Georgia ballot harvesting probe advances as state elections board approves subpoena
Action allows Secretary of State investigators to compel testimony, delivery of evidence.
The Georgia Elections Board has approved a subpoena to secure evidence and testimony in an ongoing investigation into whether third-party liberal activists illegally gathered thousands of absentee ballots in the 2020 general election and a subsequent runoff that determined Democrat control of the U.S. Senate.
The vote was a major win for Secretary of State Brad Raffensperger, who announced the investigation into alleged ballot harvesting in January and was seeking the subpoena authority to assist the probe.
The subpoena power will allow Raffensperger's team to secure evidence about a whistleblower who alleged to an election integrity group that he participated in a large operation to gather ballots in which activists were paid $10 for each ballot they delivered.
Georgia law expressly prohibits third parties from collecting, gathering or delivering absentee ballots, except in the case of immediate relatives.
A vote on the subpoena was delayed by weeks as the Elections Board could not decide on a new chairman. But at a meeting last week, the board unanimously chose member Matthew Mashburn to be acting chairman.
The board then voted out the subpoena in a closed session, according to audio of the meeting reviewed by Just the News.
"All the board members are here," Mashburn said after emerging from the closed-door session. "A quorum is in order. We went into executive session for purposes of discussing pending and potential litigation and for the board to authorize subpoenas in case no. 2020-10-Dougherty County and 2022-003 ballot harvesting."
Officials said the new subpoena powers will be used by Raffensperger's office to secure evidence from the election integrity group True the Vote, which filed a complaint in November saying it had acquired videotapes, a whistleblower's admission and cell phone location records showing what appeared to be a widespread ballot harvesting operation in the November 2020 general election and January 2021 election runoff.
The group's complaint said surveillance camera footage showed ballot traffickers delivering stacks of ballots to drop boxes between midnight and 5 a.m. and cell phone records showed as many as 240 activists made such deliveries.
The group said a cooperating whistleblower to whom it granted John Doe anonymity admitted he was paid $10 for each ballot he collected and delivered and that scores of others were involved in the operation.
"John Doe described a network of non-governmental organizations that worked together to facilitate a ballot trafficking scheme in Georgia," True the Vote wrote in its complaint. "John Doe claimed to have been one of many individuals paid to collect and deliver absentee ballots during the early voting periods of the November 2020 General Election and the January 2021 Runoff Election."
Raffensperger, who in 2019 led an effort to update state law to explicitly outlaw harvesting, told Just the News earlier this month that his investigators want to secure the identity and cooperation of the whistleblower and to follow the money to who funded the operation.
"We need to get a subpoena for the fella who this John Doe is," Raffensperger explained. "Was he paid?
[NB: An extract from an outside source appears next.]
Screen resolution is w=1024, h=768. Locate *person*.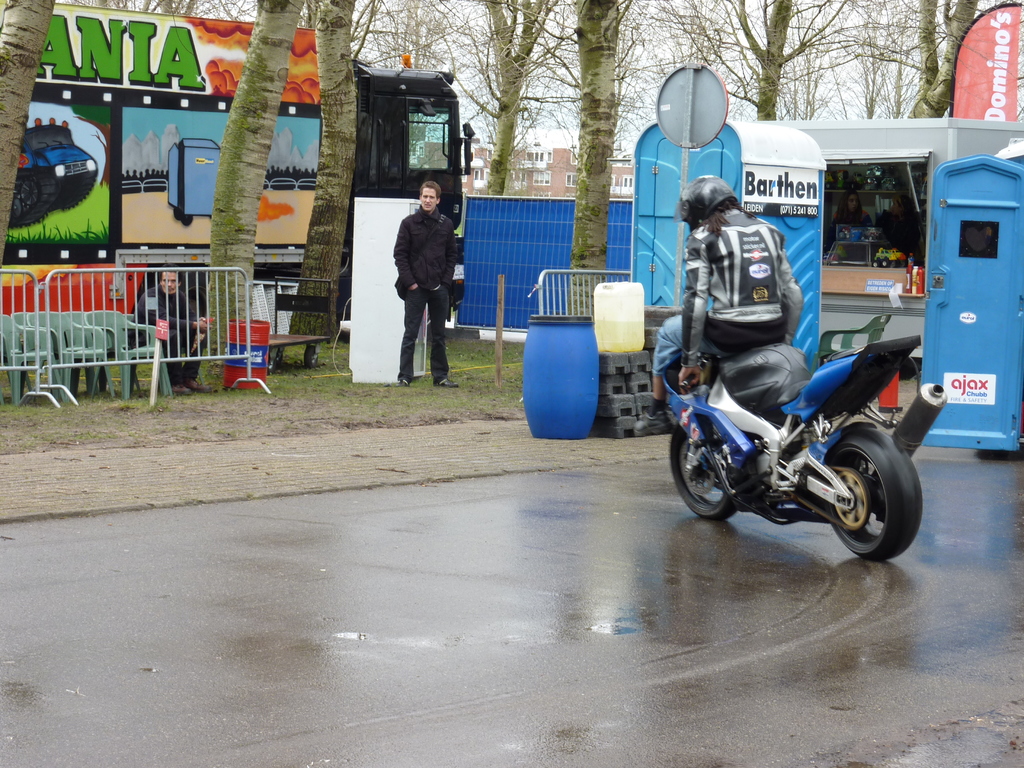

How much was he paid? And then who paid him. And we're going to follow the money, and we're going get to the bottom of it. And we're going to prosecute this, if we find that there's substance to it."
State law currently allows only the ballot traffickers to be prosecuted, and does not invalidate the ballots of voters who are lawfully registered to vote but give their ballot to a third-party.
Some state officials told Just the News they have been privately discussing asking the Georgia legislature to create penalties for voters who surrender their ballots to a third party.
The Georgia investigation comes as other states have begun turning up evidence of ballot harvesting during the 2020 election.
Arizona has prosecuted several activists for illegally collecting third-party ballots, while the former state Supreme Court justice named to oversee an election integrity probe in Wisconsin recently offered evidence that third parties may have cast ballots on behalf of physically or mentally incapacitated nursing home residents.
Georgia has had at least one famous case of ballot harvesting, in which a local judge and a lawyer were charged more than a decade ago in Chattooga County with using a postal machine to put postmarks on third-party absentee ballots and delivering them in a razor-thin election in 2006 where the judge was leading.
The late State Court Judge Carlton Vines was charged with unlawful possession of ballots, conspiracy to commit election fraud and making false statements in connection with filing notice of candidacy.
His first trial ended in a deadlocked jury in 2009, and a second trial was averted when Vines agreed to resign his judgeship.
Chattooga County lawyer Albert C. Palmour was fined $18,000 in 2011 for his role in the scheme after losing an appeal.